Abstract

Graph representation learning aims to represent the structural and semantic information of graph objects as dense real value vectors in low dimensional space by machine learning. It is widely used in node classification, link prediction, and recommendation systems. However, directly computing the embeddings for original graphs is prohibitively inefficient, especially for large-scale graphs. To address this issue, we present the GSE (Graph Summarization Embedding) model, a more efficient model that computes the nodes’ embeddings based on graph summarization. Specifically, the model first searches for the minimum information entropy of <inline-formula xmlns:mml="http://www.w3.org/1998/Math/MathML" xmlns:xlink="http://www.w3.org/1999/xlink"> <tex-math notation="LaTeX">$k$ </tex-math></inline-formula> groups to transform the original graph into a hypergraph with higher-order structural features.
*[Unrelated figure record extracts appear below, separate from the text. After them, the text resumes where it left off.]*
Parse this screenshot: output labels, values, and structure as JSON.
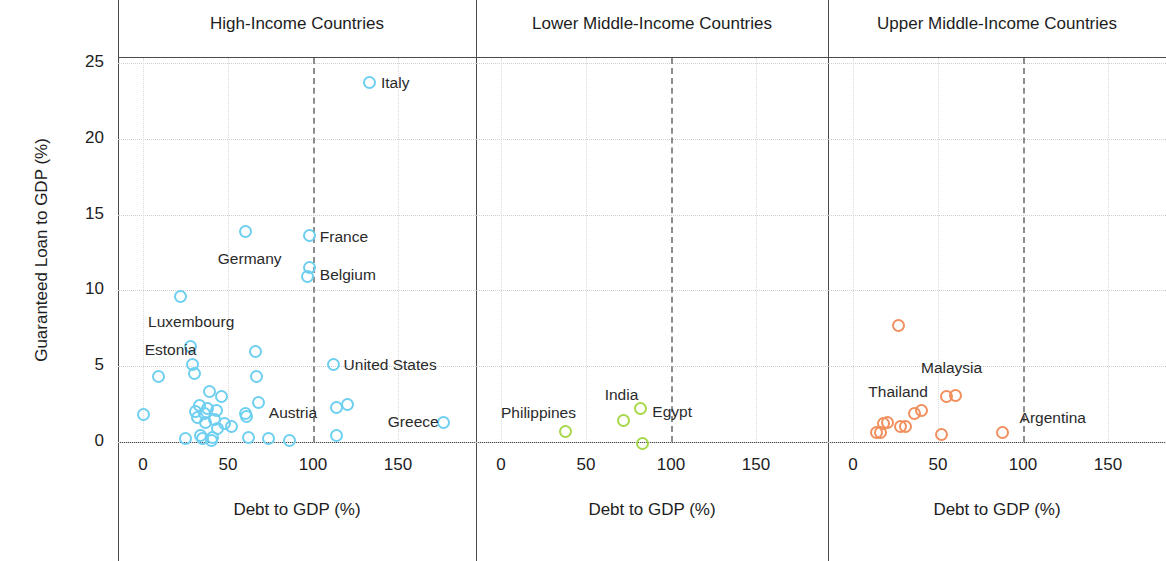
{
  "chart_data": {
    "type": "scatter",
    "title": "",
    "xlabel": "Debt to GDP (%)",
    "ylabel": "Guaranteed Loan to GDP (%)",
    "xlim": [
      -12,
      196
    ],
    "ylim": [
      -1.8,
      25.8
    ],
    "xticks": [
      0,
      50,
      100,
      150
    ],
    "yticks": [
      0,
      5,
      10,
      15,
      20,
      25
    ],
    "grid": true,
    "legend": "none",
    "threshold_line": {
      "x": 100,
      "style": "dashed",
      "color": "#8d8d8d"
    },
    "panels": [
      {
        "id": "high-income",
        "title": "High-Income Countries",
        "color": "#6ECFF0",
        "points": [
          {
            "x": 0,
            "y": 1.8
          },
          {
            "x": 9,
            "y": 4.3
          },
          {
            "x": 22,
            "y": 9.6
          },
          {
            "x": 25,
            "y": 0.2
          },
          {
            "x": 28,
            "y": 6.3
          },
          {
            "x": 29,
            "y": 5.1
          },
          {
            "x": 30,
            "y": 4.5
          },
          {
            "x": 31,
            "y": 2.0
          },
          {
            "x": 32,
            "y": 1.6
          },
          {
            "x": 33,
            "y": 2.4
          },
          {
            "x": 34,
            "y": 0.4
          },
          {
            "x": 35,
            "y": 0.2
          },
          {
            "x": 36,
            "y": 1.9
          },
          {
            "x": 37,
            "y": 1.3
          },
          {
            "x": 38,
            "y": 2.2
          },
          {
            "x": 39,
            "y": 3.3
          },
          {
            "x": 40,
            "y": 0.1
          },
          {
            "x": 41,
            "y": 0.3
          },
          {
            "x": 42,
            "y": 1.5
          },
          {
            "x": 43,
            "y": 2.1
          },
          {
            "x": 44,
            "y": 0.9
          },
          {
            "x": 46,
            "y": 3.0
          },
          {
            "x": 48,
            "y": 1.2
          },
          {
            "x": 52,
            "y": 1.0
          },
          {
            "x": 60,
            "y": 13.9
          },
          {
            "x": 60,
            "y": 1.9
          },
          {
            "x": 61,
            "y": 1.7
          },
          {
            "x": 62,
            "y": 0.3
          },
          {
            "x": 66,
            "y": 6.0
          },
          {
            "x": 67,
            "y": 4.3
          },
          {
            "x": 68,
            "y": 2.6
          },
          {
            "x": 74,
            "y": 0.2
          },
          {
            "x": 86,
            "y": 0.1
          },
          {
            "x": 98,
            "y": 13.6
          },
          {
            "x": 98,
            "y": 11.5
          },
          {
            "x": 97,
            "y": 10.9
          },
          {
            "x": 112,
            "y": 5.1
          },
          {
            "x": 114,
            "y": 2.3
          },
          {
            "x": 114,
            "y": 0.4
          },
          {
            "x": 120,
            "y": 2.5
          },
          {
            "x": 133,
            "y": 23.7
          },
          {
            "x": 177,
            "y": 1.3
          }
        ],
        "labels": [
          {
            "text": "Italy",
            "x": 140,
            "y": 23.7,
            "anchor": "left"
          },
          {
            "text": "France",
            "x": 104,
            "y": 13.5,
            "anchor": "left"
          },
          {
            "text": "Belgium",
            "x": 104,
            "y": 11.0,
            "anchor": "left"
          },
          {
            "text": "Germany",
            "x": 44,
            "y": 12.1,
            "anchor": "left"
          },
          {
            "text": "Luxembourg",
            "x": 3,
            "y": 7.9,
            "anchor": "left"
          },
          {
            "text": "Estonia",
            "x": 1,
            "y": 6.1,
            "anchor": "left"
          },
          {
            "text": "United States",
            "x": 118,
            "y": 5.1,
            "anchor": "left"
          },
          {
            "text": "Austria",
            "x": 74,
            "y": 1.9,
            "anchor": "left"
          },
          {
            "text": "Greece",
            "x": 144,
            "y": 1.3,
            "anchor": "left"
          }
        ]
      },
      {
        "id": "lower-middle-income",
        "title": "Lower Middle-Income Countries",
        "color": "#A6D84A",
        "points": [
          {
            "x": 38,
            "y": 0.7
          },
          {
            "x": 72,
            "y": 1.4
          },
          {
            "x": 82,
            "y": 2.2
          },
          {
            "x": 83,
            "y": -0.1
          }
        ],
        "labels": [
          {
            "text": "Philippines",
            "x": 0,
            "y": 1.9,
            "anchor": "left"
          },
          {
            "text": "India",
            "x": 61,
            "y": 3.1,
            "anchor": "left"
          },
          {
            "text": "Egypt",
            "x": 89,
            "y": 2.0,
            "anchor": "left"
          }
        ]
      },
      {
        "id": "upper-middle-income",
        "title": "Upper Middle-Income Countries",
        "color": "#F18F5E",
        "points": [
          {
            "x": 27,
            "y": 7.7
          },
          {
            "x": 14,
            "y": 0.6
          },
          {
            "x": 16,
            "y": 0.6
          },
          {
            "x": 18,
            "y": 1.2
          },
          {
            "x": 20,
            "y": 1.3
          },
          {
            "x": 28,
            "y": 1.0
          },
          {
            "x": 31,
            "y": 1.0
          },
          {
            "x": 36,
            "y": 1.9
          },
          {
            "x": 40,
            "y": 2.1
          },
          {
            "x": 52,
            "y": 0.5
          },
          {
            "x": 55,
            "y": 3.0
          },
          {
            "x": 60,
            "y": 3.1
          },
          {
            "x": 88,
            "y": 0.6
          }
        ],
        "labels": [
          {
            "text": "Malaysia",
            "x": 40,
            "y": 4.9,
            "anchor": "left"
          },
          {
            "text": "Thailand",
            "x": 9,
            "y": 3.3,
            "anchor": "left"
          },
          {
            "text": "Argentina",
            "x": 98,
            "y": 1.6,
            "anchor": "left"
          }
        ]
      }
    ]
  }
}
Next, the summarization graph’s connection probabilities are used to determine the biased random walks on the hypergraph, which then generates the sequences of the super-nodes. Finally, the node sequences are fed into the skip-gram to generate the vectors of these nodes. Our proposed model improves the efficiency of graph embedding on big data graphs and effectively alleviates the local optimal problem caused by the random walks. Experimental results demonstrate that GSE outperforms main existing clustering baselines, such as K_Means Clustering, Affinity Propagation Clustering, Canopy Clustering, and ACP Clustering. Moreover, our model can be coupled with the main graph embedding methods and improves the Macro-F1 scores and Micro-F1 scores for classification tasks on a variety of real-world graph data.